If Stephen Harper agenda succeeds, the result is a diminished Canada, afraid of open-ended questions and speculative science.
This week, after another tumultuous summer of scandal and the third prorogation of his tenure as prime minister, Stephen Harper will deliver his throne speech to Parliament to be read by the Governor General. The advance word has it that the focus of the speech and the legislative agenda it ushers in will be the protection of consumers.
The choice of words is telling. This is a government interested mainly in what Canadians use and spend, and only passionate about those parts of Canada it can develop and sell off. It cares little about Canadians as citizens and even less about protecting Canada’s shared public goods and standing on guard for its natural capital.
Harper’s true agenda, pretty much all along, has been to dismantle the government’s great traditions of natural science and environmental stewardship, which until recently made Canada a world leader in both fields. This is a government waging a quiet legislative and administrative war on science — especially those fields of science dedicated to gathering and analyzing data on the health of Canada’s natural environment — and it has undone a century of good work with alarming efficiency since the passage of its sweeping omnibus budget bill in June 2012. Whatever is in this week’s throne speech, that budget remains the government’s most forceful statement of intent and clearest articulation of its overarching agenda.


THE TASK –
Only the lines from the one containing "pixels, height=733 pixels." to the end of the listing below should be returned, exactly as written and without pictures.

++++++++++++++++++++

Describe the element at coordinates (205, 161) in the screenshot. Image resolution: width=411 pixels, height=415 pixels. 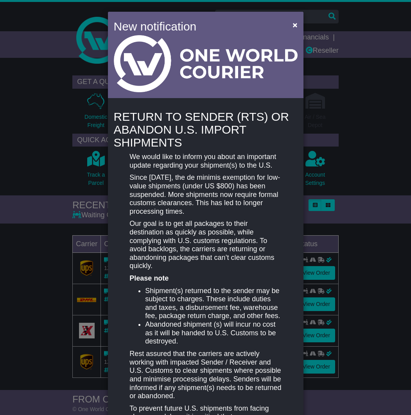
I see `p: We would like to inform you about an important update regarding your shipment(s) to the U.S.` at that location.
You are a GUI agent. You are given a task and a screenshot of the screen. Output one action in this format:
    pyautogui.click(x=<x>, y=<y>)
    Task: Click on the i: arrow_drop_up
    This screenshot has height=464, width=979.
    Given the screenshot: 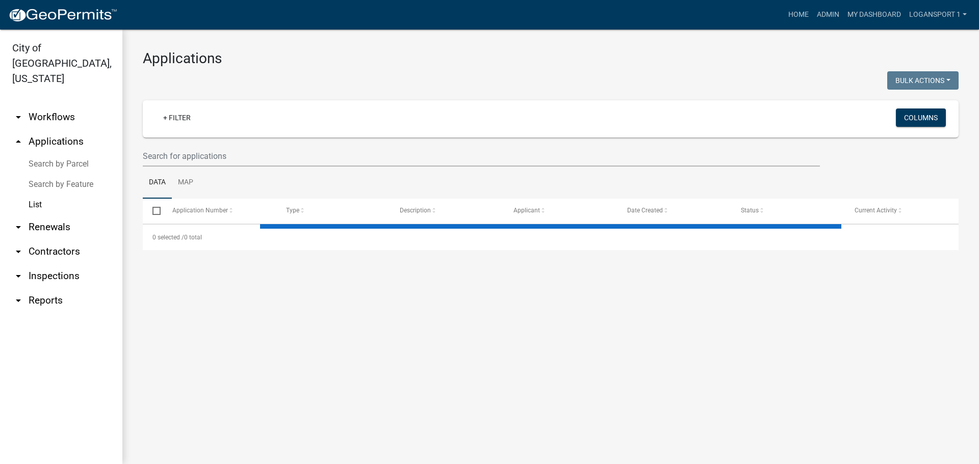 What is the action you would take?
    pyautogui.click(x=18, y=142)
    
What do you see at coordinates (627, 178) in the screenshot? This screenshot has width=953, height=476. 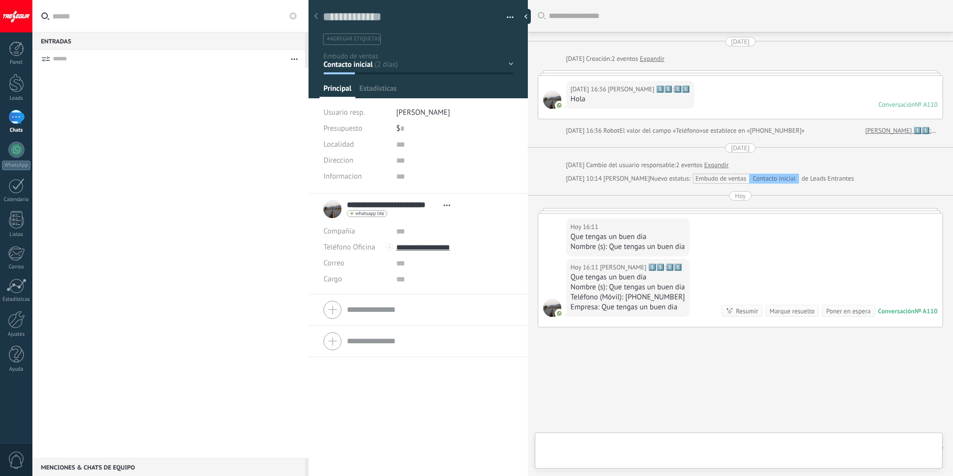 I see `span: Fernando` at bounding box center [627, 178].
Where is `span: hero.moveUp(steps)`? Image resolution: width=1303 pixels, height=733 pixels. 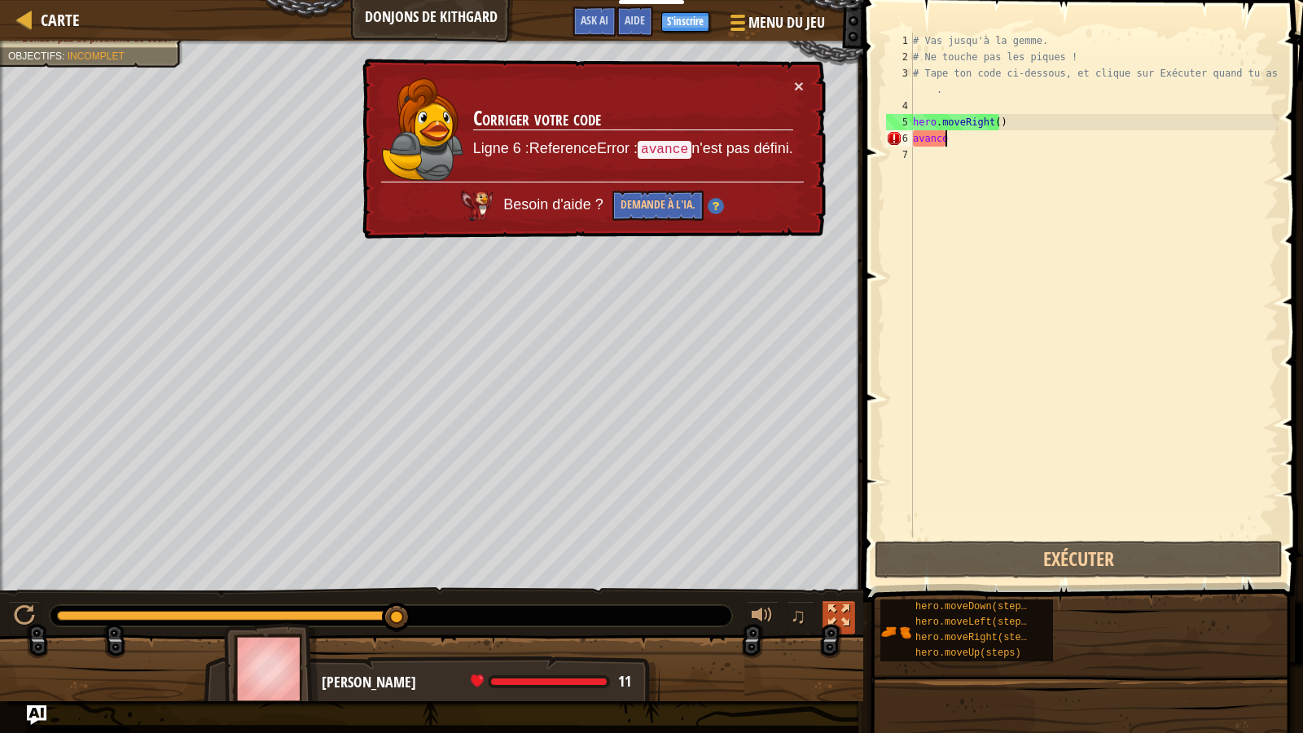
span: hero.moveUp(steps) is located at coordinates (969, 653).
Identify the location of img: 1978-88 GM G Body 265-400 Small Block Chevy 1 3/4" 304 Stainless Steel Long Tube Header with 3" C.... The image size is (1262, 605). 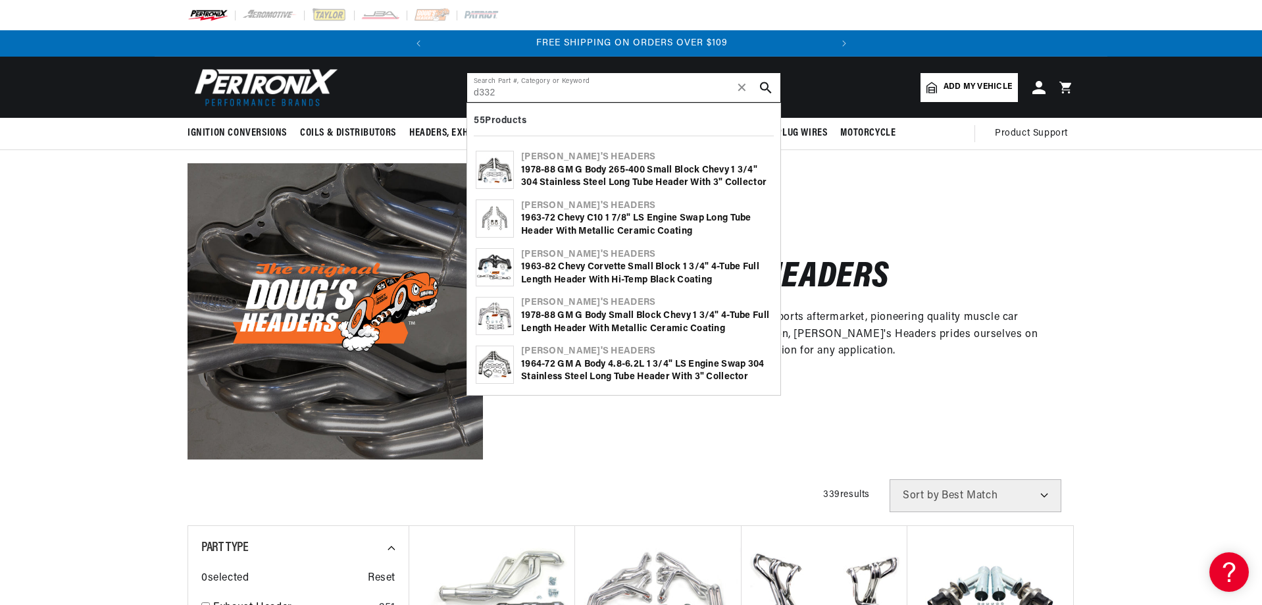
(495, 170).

++++++++++++++++++++

RESPONSE –
Where is `span: hero.moveUp(steps)`? Image resolution: width=1303 pixels, height=733 pixels. 
span: hero.moveUp(steps) is located at coordinates (969, 653).
Identify the location of img: 1978-88 GM G Body 265-400 Small Block Chevy 1 3/4" 304 Stainless Steel Long Tube Header with 3" C.... The image size is (1262, 605). 
(495, 170).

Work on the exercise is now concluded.